Accountability-Central.com AC Alert for July 28, 2011 Celebrating Independence Day... ... in Another Part of Our World
AC Alert for July 28, 2011 Celebrating Independence Day... ... in Another Part …
The irony of how close the dates were cannot be ignored. Monday July 4th: Americans from sea-to-shining sea, and around the world, waived the familiar stars and stripes, cooked their burgers and watched fireworks to celebrate the 215th anniversary of American Independence.
Saturday July 9th: The people of South Sudan in Africa officially declared their independence for the very first time, six years after the end of a two-decade civil war with the north that killed as many as 2 million people. Citizens displayed thousands of flags with the country’s new colors, setting off a huge celebration in the capital city of Juba. Is it a coincidence that these two dates came so close together? And how will the Southern Sudanese preserve and protect their long sought Independence?
These are the types of issues your AC editors explore every day in our special Hot Topics section: Crisis in Sudan.
Credit should be given to the investment interests here in the USA, and in other countries, that have continued to ratchet up the pressure on the government of the Republic of Sudan to end the genocide in Darfur region through coordinated shareholder activist activities targeting companies doing business in the country and thereby supporting the government’s actions, such as the Save Darfur Coalition. (We track the campaign of Investors Against Genocide in our SustainabilityHQ™ platform.)
Investors Against Genocide is a nonprofit organization that works to convince investors -- particularly broadly-owned mutual funds -- to avoid investments in companies complicit in genocide. The group writes: “In particular, we want investment firms to avoid or divest holdings of PetroChina (Chinese company), Sinopec (also Chinese), ONGC (Indian company), and Petronas (Malaysian) – these are the four major oil companies that are partnering with the Government of Sudan and helping to fund the genocide in Darfur...”
Despite the focus on Darfur in that statement, IAG generally asks mutual fund advisory boards of directors of mutual funds and management of investment firms to adopt a more general resolution. Shareholder proposal submissions include this text:
Shareholders request that the Board will institute procedures to prevent holding investments in companies that, in the judgment of the Board, substantially contribute to genocide or crimes against humanity, the most egregious violations of human rights.
In the United States -- in a summer news atmosphere dominated by political disputes over current deficit and long-term debt negotiations in Washington, DC, it's far too easy to ignore the historic steps to freedom taken in South Sudan, as well as the risks and dangers which the new country faces, including the current armed conflict going in Sudan and Darfur. Keep in mind that the emergency conditions in Sudan’s western region of Darfur represents a dramatic challenge to the world from the African continent – the worst since the Rwanda genocide in 1994. In Darfur, villages were razed, women and girls systematically raped and branded, men and boys murdered, and food and water supplies targeted and destroyed. Lives were hanging in the balance on a massive scale.
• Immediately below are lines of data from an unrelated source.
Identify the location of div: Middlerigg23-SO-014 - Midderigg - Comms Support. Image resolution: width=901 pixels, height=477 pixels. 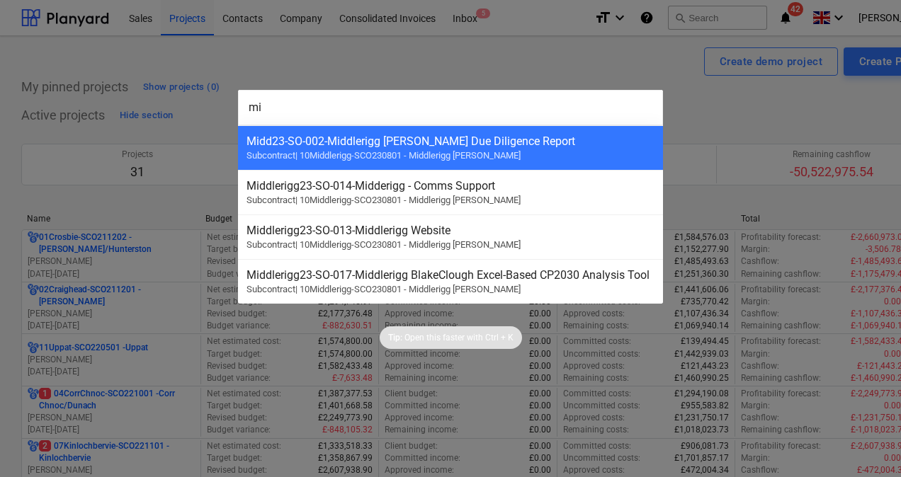
(451, 186).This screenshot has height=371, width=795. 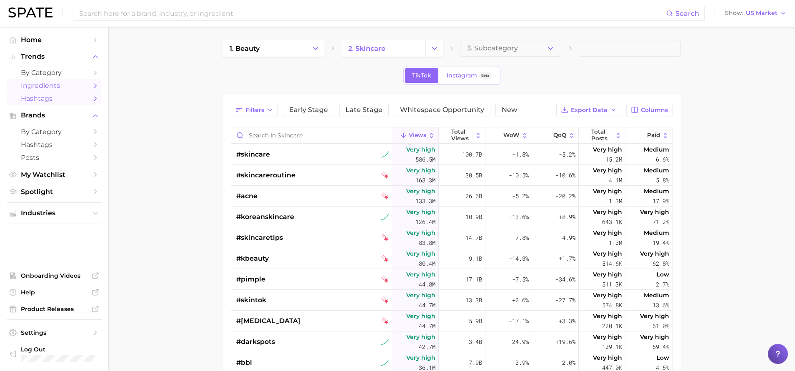 I want to click on a: Ingredients, so click(x=54, y=85).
Many people preferred to ignore the gravity of what was transpiring in Sudan, but the editors of Accountability-Central believe that the events in both Sudan and in Darfur need to be kept in focus and that there must be a return to accountability on the part of the Republic of Sudan’s government. Now that South Sudan has officially declared its independence this is no time to relax. That's why AC will continue to focus on news, commentary and background research on developments in this part of the world.